The SDP constraint is not fully satisfied

I run a simple SDP program and the output differ from the theoretical value by 0.002. I find out it is because the resulting variable is not really SDP, but has a negative eigenvalue of 1e-6, leading to a larger error in the end. Though changing the solver from SDPT3 to SeDuMi makes it better, I do not want to check if the result is SDP manually every time, because this function is part of another optimization problem. So is there any way to increase the accuracy for the variable to fulfill the SDP constraint?

You can guarantee a truly psd matrix by adding a small*number times eye(n)

M - 1e-5*eye(n) == semidefinite(n)
M - 1e-5*eye(n) >= 0 % if in sdp mode

Alternatively, it may be possible to actually solve the SDP to a tighter tolerance than default if using Mosek. I was confronted with s similar situation solving SDP subproblems as part of a top level algorithm, and if the SDP was not solved accurately enough, it interfered with the SDP extension of KKT optimality criteria for my overall problem. I could set the negative eigenvalues to zero, but the bigger the adjustment, the more it degraded the top level algorithm.

So don’t tell @Erling I said this,but with extensive testing for two different types of SDP subproblems I was solving I found I could set MSK_DPAR_INTPNT_CO_TOL_PFEAS to 1e-12 and reliably get solutions from Mosek. That greatly improved my top level algorithm performance vs. using the default value of 1r-8. I reset the -1e-12 values to zero, but that did much less harm than setting -1e-8 eigenvalues to zero. BTW, I had to set small positive eigenvalues to zero also - the trick was knowing when those were truly zero eigenvalues (i.e., active constraint, and if active, “how active”), or just very small, but really non-zero eigenvalues.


Work order
Report every line of the data that includes "Other".

(Collected data)

= = =

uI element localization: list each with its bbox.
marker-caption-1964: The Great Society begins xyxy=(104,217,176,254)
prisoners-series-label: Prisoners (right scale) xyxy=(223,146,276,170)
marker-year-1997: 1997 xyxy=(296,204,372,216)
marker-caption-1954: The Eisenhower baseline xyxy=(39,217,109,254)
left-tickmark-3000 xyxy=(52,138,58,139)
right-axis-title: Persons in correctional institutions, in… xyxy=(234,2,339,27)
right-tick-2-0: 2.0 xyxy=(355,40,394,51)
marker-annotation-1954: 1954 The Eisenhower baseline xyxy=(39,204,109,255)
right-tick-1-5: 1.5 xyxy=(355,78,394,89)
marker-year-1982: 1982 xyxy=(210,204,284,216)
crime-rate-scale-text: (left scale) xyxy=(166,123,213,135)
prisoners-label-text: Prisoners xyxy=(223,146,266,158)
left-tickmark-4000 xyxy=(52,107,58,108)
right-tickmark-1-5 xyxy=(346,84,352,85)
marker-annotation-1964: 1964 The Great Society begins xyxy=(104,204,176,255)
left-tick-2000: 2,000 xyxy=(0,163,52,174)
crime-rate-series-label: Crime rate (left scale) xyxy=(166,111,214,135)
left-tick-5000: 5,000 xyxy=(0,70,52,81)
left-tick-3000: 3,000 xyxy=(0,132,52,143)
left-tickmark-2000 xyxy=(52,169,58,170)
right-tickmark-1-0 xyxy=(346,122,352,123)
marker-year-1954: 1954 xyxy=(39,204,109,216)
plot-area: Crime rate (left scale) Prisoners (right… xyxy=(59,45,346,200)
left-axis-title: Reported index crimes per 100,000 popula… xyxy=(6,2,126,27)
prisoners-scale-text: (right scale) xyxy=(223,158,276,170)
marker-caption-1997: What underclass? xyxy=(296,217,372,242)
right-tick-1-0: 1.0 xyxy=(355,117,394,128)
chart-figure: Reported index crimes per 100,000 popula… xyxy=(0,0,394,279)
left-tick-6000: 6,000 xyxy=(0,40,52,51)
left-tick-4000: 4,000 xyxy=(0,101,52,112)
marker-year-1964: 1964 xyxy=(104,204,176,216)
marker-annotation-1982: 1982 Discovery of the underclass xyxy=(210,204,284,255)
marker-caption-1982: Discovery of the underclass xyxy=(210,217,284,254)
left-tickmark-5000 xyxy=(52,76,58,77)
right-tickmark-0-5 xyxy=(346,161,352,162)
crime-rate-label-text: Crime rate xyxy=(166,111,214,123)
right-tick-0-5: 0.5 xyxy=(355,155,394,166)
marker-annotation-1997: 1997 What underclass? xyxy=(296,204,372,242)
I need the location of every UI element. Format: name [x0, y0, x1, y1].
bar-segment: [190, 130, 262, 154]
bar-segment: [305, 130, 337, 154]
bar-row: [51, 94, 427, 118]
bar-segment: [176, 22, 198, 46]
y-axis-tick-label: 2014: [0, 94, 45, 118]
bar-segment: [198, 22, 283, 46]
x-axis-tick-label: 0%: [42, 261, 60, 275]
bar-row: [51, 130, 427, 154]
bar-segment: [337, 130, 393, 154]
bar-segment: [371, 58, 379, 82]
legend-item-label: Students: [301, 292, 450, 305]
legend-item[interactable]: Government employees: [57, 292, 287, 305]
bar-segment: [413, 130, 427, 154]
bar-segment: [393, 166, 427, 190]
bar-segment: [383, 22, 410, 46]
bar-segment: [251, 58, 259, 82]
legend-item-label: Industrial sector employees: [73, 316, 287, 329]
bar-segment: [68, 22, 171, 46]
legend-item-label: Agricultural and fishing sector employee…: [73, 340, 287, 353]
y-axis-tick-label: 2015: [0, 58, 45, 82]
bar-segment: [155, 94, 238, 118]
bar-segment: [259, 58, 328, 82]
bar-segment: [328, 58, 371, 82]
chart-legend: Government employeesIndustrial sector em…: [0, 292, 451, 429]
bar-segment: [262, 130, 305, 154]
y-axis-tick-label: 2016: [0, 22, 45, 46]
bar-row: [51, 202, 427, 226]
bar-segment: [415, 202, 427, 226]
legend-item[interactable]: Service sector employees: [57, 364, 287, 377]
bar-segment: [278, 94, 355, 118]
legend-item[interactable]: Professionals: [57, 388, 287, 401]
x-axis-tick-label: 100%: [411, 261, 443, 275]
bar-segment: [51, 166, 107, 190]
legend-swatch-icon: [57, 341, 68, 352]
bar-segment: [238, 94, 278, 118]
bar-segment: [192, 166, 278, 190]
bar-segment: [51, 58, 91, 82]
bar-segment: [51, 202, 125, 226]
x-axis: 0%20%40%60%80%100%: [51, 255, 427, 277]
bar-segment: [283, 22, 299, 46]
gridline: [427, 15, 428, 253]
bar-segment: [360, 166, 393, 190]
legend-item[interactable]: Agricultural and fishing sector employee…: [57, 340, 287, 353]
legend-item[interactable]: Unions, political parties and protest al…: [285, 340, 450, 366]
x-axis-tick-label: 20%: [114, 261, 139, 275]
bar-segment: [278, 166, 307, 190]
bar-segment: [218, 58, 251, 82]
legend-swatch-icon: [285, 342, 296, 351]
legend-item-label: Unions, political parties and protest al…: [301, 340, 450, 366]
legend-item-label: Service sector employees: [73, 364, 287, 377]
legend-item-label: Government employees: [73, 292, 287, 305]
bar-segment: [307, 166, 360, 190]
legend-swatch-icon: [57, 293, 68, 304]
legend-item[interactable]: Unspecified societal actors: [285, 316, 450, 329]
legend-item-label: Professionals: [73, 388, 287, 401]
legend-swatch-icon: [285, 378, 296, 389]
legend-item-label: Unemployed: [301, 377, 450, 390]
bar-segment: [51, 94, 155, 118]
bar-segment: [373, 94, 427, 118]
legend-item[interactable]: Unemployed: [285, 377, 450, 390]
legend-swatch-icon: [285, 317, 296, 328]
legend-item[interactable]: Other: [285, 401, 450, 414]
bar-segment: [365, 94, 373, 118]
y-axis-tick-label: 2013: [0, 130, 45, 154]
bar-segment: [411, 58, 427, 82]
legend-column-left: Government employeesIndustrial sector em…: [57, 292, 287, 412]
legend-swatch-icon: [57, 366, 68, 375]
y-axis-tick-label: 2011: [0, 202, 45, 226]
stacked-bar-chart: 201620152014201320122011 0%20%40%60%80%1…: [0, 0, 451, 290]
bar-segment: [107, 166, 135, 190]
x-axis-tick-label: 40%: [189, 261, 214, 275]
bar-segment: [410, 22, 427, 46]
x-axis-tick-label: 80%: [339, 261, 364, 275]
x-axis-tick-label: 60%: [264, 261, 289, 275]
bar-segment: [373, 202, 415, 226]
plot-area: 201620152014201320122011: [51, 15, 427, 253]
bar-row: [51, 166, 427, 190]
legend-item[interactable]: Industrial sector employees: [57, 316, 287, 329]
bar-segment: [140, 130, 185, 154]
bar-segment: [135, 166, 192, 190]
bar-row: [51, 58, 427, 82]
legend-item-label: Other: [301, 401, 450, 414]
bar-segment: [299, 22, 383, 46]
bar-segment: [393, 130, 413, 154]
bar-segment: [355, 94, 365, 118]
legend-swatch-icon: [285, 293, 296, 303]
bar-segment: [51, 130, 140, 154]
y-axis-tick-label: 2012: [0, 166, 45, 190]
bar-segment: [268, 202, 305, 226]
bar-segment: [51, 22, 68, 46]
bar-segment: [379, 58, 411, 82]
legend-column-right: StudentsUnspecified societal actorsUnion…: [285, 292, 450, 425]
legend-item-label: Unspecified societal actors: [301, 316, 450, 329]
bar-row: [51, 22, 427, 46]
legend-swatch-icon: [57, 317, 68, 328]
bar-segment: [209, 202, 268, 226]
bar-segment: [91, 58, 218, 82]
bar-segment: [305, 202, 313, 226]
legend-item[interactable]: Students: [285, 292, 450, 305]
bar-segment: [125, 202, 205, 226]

= = =

Output for this exercise
legend-item[interactable]: Other: [285, 401, 450, 414]
legend-item-label: Other: [301, 401, 450, 414]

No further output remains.